Bangkok Hospital Pattaya promptly treats heart disease through app
Doctors act on the warning signs before a crisis erupts.
Bangkok Hospital Pattaya is treating heart disease early in its stage using an app-integrated health assessment tool that identifies a patient’s 10-year risk in under a minute.
“Once a patient finishes the health assessment, their information is available on our BPH Connect app,” Adjariya Ezor, chief information officer at Bangkok Hospital Pattaya and Jomtien Hospital, told the Healthcare Asia Summit 2025 in Kuala Lumpur on 9 April.
“If results show high risks, our platform alerts a cardiologist, books a virtual consult, and schedules a lab test all before they feel a single symptom,” she pointed out.
The BPH Connect app, called a “digital nervous system” by the biggest tertiary referral hospital on the Eastern Seaboard of Thailand, features a dashboard that classifies patient health risk scores using a colour-coded system—green for low risk, yellow for moderate, and red for high.
“At a glance, nurses can identify who needs urgent cardiology support or who needs lifestyle intervention,” she said. “Because we’ve integrated this system with our EMR (electronic medical record), high-risk alerts are triggered automatically.”
The Chonburi-based hospital’s heart disease risk tool, which factors in cholesterol levels, can be 92% accurate, Ezor said. “This isn’t just a calculator; it’s a lifeline.”
“Initially, we focused on heart, brain, and bone health. We later expanded to other areas, including child development and elderly care screening,” she added.
Ezor said they started a value-based care model that seeks to increase life expectancy to more than 85 years in 2023, after the COVID-19 pandemic. “We call this our ‘mission to the moon.’”
A screening prototype test on hospital staff showed that almost 80% were at high risk of a heart attack due to high levels of bad cholesterol. “That’s why we’re investing in screening models.”
“From dementia screening to joint health scores, we’ve built Thailand’s most comprehensive risk-assessment suite validated by partners such as the American College of Cardiology,” Ezor said.
But tools alone aren’t enough, which led Bangkok Hospital Pattaya to create the app, which quickly alerts doctors to health risks so they can treat the most urgent cases first.
Meanwhile, the Thai hospital also conducts school-based mental health screenings, where it found that over 75% of young people with depression go untreated. “We’ve also extended our assessments to large companies near Pattaya City.”
“This is the future of medicine,” Ezor said. “We do not wait for a crisis—we act on the warning signs in time.”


*EXERCISE DIRECTIONS*. Your answer must consist of every line from the data below that includes the word "thick".

Entries from a visual dataset:
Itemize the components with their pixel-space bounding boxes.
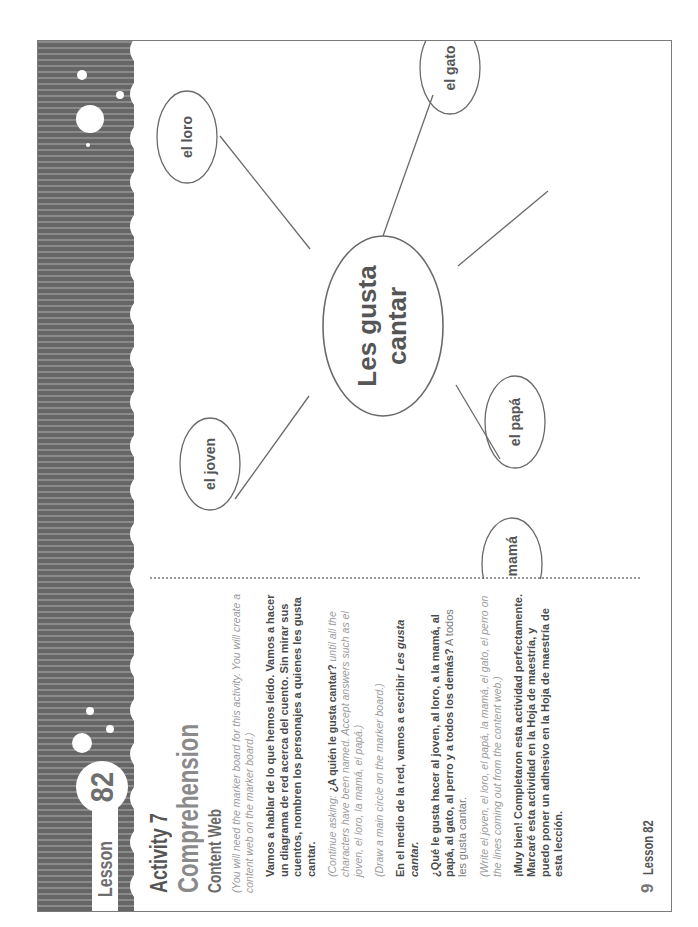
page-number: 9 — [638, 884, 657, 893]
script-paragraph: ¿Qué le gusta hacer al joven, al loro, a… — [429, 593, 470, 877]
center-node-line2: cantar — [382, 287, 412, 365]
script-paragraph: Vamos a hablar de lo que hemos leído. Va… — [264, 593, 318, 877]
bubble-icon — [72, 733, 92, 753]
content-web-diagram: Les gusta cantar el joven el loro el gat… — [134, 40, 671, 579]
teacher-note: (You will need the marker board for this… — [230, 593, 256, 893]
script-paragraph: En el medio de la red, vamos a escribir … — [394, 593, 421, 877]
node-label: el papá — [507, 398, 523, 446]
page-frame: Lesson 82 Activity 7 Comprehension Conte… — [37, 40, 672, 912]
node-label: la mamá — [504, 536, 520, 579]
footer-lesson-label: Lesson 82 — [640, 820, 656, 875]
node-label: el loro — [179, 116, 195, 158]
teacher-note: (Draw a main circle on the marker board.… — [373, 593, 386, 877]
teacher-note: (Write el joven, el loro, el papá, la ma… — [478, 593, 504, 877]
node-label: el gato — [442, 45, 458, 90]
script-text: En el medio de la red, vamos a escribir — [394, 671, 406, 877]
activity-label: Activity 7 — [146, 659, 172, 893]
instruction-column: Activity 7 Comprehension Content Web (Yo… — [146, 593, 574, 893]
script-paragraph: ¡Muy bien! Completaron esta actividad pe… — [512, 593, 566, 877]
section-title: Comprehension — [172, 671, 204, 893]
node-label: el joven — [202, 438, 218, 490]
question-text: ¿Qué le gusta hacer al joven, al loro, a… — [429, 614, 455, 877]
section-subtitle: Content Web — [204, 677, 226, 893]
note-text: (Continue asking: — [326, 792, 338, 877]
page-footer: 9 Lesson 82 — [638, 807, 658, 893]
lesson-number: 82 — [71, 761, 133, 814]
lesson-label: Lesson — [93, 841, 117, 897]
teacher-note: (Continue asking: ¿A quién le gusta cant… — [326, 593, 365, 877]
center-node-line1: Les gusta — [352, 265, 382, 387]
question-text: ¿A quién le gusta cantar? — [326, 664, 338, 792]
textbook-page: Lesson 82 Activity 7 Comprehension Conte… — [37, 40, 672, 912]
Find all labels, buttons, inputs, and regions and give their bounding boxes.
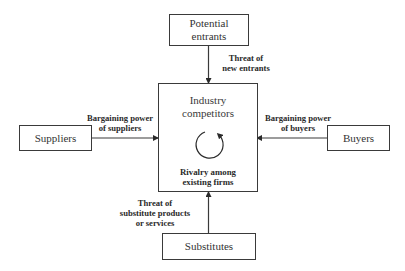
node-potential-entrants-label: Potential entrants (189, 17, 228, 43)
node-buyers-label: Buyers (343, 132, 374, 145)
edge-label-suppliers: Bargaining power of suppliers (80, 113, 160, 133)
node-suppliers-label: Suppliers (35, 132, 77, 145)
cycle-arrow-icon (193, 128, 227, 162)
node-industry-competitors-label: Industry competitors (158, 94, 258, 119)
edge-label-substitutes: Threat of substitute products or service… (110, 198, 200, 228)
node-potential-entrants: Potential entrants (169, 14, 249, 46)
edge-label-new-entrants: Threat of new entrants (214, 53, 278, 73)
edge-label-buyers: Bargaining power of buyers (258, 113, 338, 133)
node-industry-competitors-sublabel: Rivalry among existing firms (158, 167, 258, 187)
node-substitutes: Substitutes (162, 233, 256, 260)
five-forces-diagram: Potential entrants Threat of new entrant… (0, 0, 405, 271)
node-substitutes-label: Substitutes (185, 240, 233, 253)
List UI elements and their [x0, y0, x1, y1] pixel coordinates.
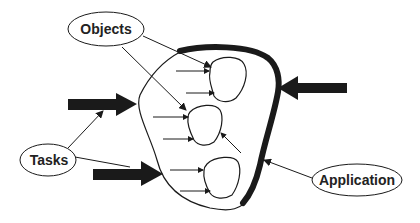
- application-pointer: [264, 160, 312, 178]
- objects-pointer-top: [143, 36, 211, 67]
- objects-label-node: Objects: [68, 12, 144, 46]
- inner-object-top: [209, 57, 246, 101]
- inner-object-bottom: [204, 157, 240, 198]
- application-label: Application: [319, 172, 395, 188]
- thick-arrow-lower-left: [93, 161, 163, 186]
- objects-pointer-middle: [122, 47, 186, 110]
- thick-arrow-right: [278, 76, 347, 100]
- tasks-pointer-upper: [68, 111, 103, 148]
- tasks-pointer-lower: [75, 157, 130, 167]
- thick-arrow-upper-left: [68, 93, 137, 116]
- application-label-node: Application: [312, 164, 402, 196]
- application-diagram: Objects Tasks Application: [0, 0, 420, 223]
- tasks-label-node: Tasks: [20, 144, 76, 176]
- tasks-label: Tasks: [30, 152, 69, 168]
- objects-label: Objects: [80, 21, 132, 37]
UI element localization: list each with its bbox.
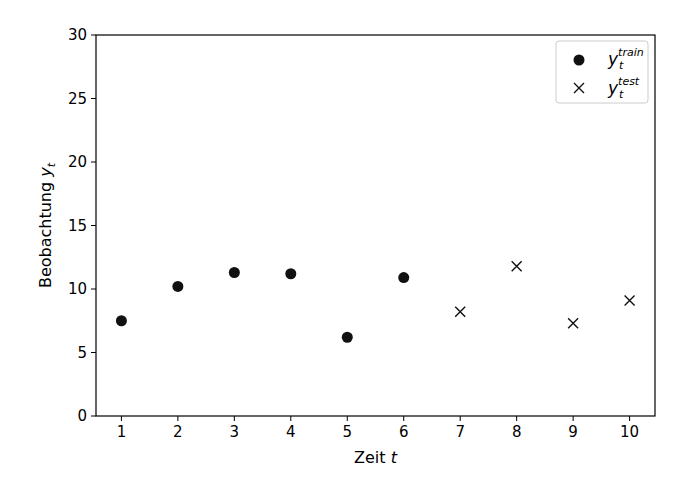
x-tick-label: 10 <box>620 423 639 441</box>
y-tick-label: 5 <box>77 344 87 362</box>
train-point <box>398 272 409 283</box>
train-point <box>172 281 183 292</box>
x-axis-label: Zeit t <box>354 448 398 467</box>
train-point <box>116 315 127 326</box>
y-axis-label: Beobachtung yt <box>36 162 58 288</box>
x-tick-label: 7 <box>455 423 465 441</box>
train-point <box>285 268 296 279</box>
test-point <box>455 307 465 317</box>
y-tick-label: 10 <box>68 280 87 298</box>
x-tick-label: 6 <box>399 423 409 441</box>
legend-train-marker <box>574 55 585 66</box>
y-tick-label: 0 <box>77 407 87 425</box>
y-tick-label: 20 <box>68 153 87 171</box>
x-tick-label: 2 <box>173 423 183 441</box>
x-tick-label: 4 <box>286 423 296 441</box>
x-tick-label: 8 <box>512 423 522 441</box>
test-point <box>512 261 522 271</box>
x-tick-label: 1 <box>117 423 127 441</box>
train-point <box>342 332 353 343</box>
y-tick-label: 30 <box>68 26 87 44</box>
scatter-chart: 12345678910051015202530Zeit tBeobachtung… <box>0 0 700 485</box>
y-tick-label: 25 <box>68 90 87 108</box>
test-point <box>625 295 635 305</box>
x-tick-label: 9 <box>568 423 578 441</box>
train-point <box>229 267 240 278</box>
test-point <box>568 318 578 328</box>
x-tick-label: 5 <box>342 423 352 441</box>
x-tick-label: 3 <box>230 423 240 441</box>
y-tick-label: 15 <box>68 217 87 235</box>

*YOUR SOLUTION*.
- thick-arrow-lower-left: [93, 161, 163, 186]
- thick-arrow-right: [278, 76, 347, 100]
- thick-arrow-upper-left: [68, 93, 137, 116]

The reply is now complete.